She was fresh out of college
The first one in her family to go
and California seemed like heaven,
Pulaski, Tennessee was her home
She worked on losing her southern accent
and turned her back on her Baptist ways
She bought some clothes that barely covered her fair skinned body,
Went to Nashville and caught a plane
The clouds rushed beneath her
as the LA smog filled the air
She smiled when the airlock opened
and the Pacific breeze blew through her hair
She thought about the boys from Alabama
Who came into town every Friday night
and drank beer out of big glass quart bottles
and left their trail of blood and tears behind
She thought the men from California would be different
She'd grown up watching them on her TV
But the men she came to know in California
Left her longing for Pulaski, Tennessee
Good ideas always start with a full glass
and just breathing here can make a girl's nose bleed
Dreams here live and die just like a stray dog
on a dirt road somewhere in Tennessee
The storefronts all filled up with eyeballs
As the policemen clear out the street
For a line of cars with their headlights burning
Driving slow through Pulaski, Tennessee
Once I started taking notice of this little "gem", the first thing that grabbed my attention was the backing vocals going "ooo-ooo-ooh" following the choruses and with Neffs pedal steel carefully blending in at the end. I also dig the accordion - I suppose it's Jay playing that. Far from my favorite instrument, but here I think it fits the song perfect. The production is awesome, just turn up the volume and listen to the woody bass and the muffled kick-drum, and the sound of the room it was recorded in.
The song, in my view, serves as a stellar example of Cooley's songwriting. The melody, chord progression and groove can hardly be said to be original, but this is Cooley's strength as a songwriter; it's all about making clichés work. Also the theme it self, small-town girl leaving home to explore the world is nothing new, however the imagery and the darkness that seeps in towards the end sets it apart from "the average country tune".
What really makes the lyrics work for me is what is not being said. The girl goes to California, but what really happens there? Did she only go there to seek out the men or did she have a go at a career in the entertainment industry?
There was a thread about the interpretation of the last couple of verses back in september last year;
RaidPanther88 wrote:I always interpreted the ending as her dying from a drug overdose, probably cocaine. She goes to California, it doesn't meet her expectations, falls in with the wrong people. The line about the nose bleeding makes me think of cocaine, a line of cars driving through the night with policemen clearing out the street makes me think of a line of cars driving down the road "rubbernecking" at a tragedy along the side, and then the line of cars driving slow through Pulaski at the end of the song makes me think of a line of cars driving slow in a funeral procession. My interpretation, at least.
Smitty wrote:The only concrete detail is that there's a funeral back in Pulaski, - "policemen clear out the street, for a the line of cars with their headlights burning" is the procession after they've brought her body home; I think the overdose assumption works, but I personally always thought she was a victim of domestic violence, hence the "the men she came to know in California left her longing for Pulaski, Tennessee"
Both interpretations seems reasonable to me. But what about the headlights of the cars? Do they have the funeral procession in the middle of the night? And why are cops needed to clear the streets in a town with less than 8000 inhabitants? I'm wondering if perhaps this girl became some kind of a celebrity over there in California?
Cooley talks about the song and why he chose Pulaski in GGB Episode #2. I also noticed the street stradling the west wall of The 40 Watt Club in Athens is called Pulaski Street. You have to cross it on your way back to the Dazed Inn or the Courtyard after the show.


> [What to do]
Which lines of the records below contain the word "sand"? Report each of them in full.

++++ Data provided ++++

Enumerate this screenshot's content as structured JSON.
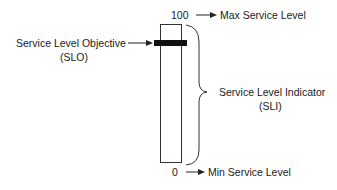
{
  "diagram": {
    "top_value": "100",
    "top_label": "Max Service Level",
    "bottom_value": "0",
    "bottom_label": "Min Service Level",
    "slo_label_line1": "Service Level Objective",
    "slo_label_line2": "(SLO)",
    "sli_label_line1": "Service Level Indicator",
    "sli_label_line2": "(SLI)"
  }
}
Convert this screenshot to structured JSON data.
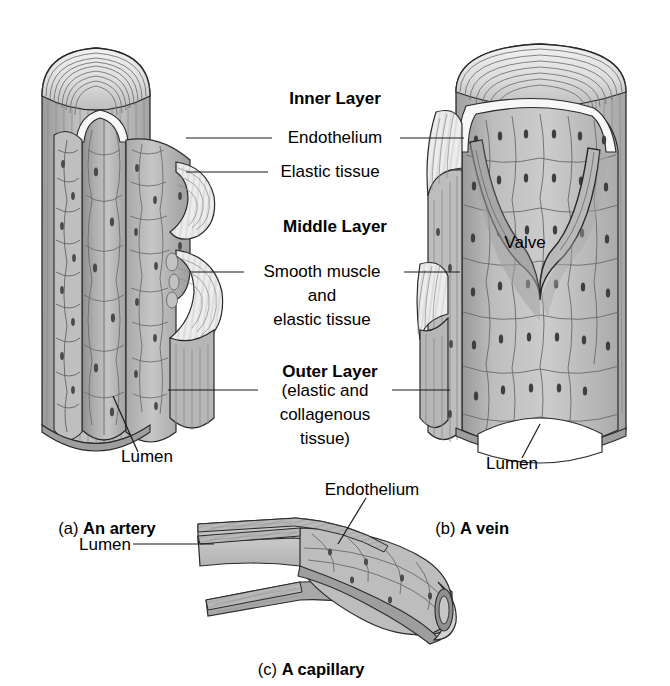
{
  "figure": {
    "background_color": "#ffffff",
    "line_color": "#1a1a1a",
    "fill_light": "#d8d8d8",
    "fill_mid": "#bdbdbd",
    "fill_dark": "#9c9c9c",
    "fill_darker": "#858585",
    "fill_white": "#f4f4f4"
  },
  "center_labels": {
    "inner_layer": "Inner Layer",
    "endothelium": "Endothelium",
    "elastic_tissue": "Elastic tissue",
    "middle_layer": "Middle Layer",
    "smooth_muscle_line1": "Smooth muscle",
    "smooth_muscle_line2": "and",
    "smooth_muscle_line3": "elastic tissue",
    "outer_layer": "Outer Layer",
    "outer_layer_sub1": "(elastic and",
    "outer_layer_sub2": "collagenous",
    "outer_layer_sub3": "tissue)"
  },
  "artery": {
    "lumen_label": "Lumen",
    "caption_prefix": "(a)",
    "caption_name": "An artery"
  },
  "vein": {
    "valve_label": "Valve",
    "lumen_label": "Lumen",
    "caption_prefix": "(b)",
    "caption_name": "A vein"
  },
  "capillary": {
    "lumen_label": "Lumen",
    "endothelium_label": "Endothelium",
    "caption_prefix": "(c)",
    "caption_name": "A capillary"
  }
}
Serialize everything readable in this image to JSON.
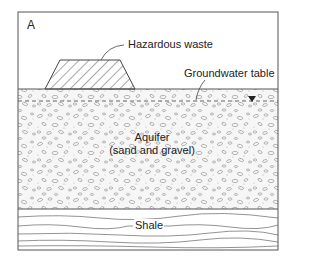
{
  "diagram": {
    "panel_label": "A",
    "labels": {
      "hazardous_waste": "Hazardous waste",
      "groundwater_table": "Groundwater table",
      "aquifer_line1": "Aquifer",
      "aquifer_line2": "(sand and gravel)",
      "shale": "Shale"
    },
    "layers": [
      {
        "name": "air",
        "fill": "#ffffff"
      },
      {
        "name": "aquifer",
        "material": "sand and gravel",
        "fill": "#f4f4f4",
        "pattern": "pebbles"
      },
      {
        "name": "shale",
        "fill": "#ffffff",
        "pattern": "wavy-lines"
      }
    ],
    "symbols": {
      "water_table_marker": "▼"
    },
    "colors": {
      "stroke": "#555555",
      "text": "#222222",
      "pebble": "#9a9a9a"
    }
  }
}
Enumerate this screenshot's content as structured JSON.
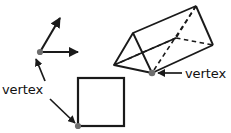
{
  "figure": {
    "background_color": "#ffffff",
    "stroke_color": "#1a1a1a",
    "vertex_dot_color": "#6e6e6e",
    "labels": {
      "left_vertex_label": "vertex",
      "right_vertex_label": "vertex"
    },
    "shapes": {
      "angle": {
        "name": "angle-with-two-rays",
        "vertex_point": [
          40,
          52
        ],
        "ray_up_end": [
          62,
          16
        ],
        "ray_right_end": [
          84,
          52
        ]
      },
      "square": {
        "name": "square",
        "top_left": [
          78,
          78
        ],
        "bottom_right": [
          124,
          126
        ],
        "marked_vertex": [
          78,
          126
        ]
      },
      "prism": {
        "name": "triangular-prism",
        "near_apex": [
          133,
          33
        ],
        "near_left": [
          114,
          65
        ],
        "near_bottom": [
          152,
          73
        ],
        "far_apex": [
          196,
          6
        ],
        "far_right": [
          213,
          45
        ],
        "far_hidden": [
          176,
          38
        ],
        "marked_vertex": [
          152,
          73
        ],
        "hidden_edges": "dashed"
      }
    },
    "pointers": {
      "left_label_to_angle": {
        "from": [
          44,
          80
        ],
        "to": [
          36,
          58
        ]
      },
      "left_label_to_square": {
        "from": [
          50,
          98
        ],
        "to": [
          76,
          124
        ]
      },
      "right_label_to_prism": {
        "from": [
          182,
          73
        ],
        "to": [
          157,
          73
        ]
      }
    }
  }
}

++++

> [Expected answer]
      "aquifer_line2": "(sand and gravel)",
        "material": "sand and gravel",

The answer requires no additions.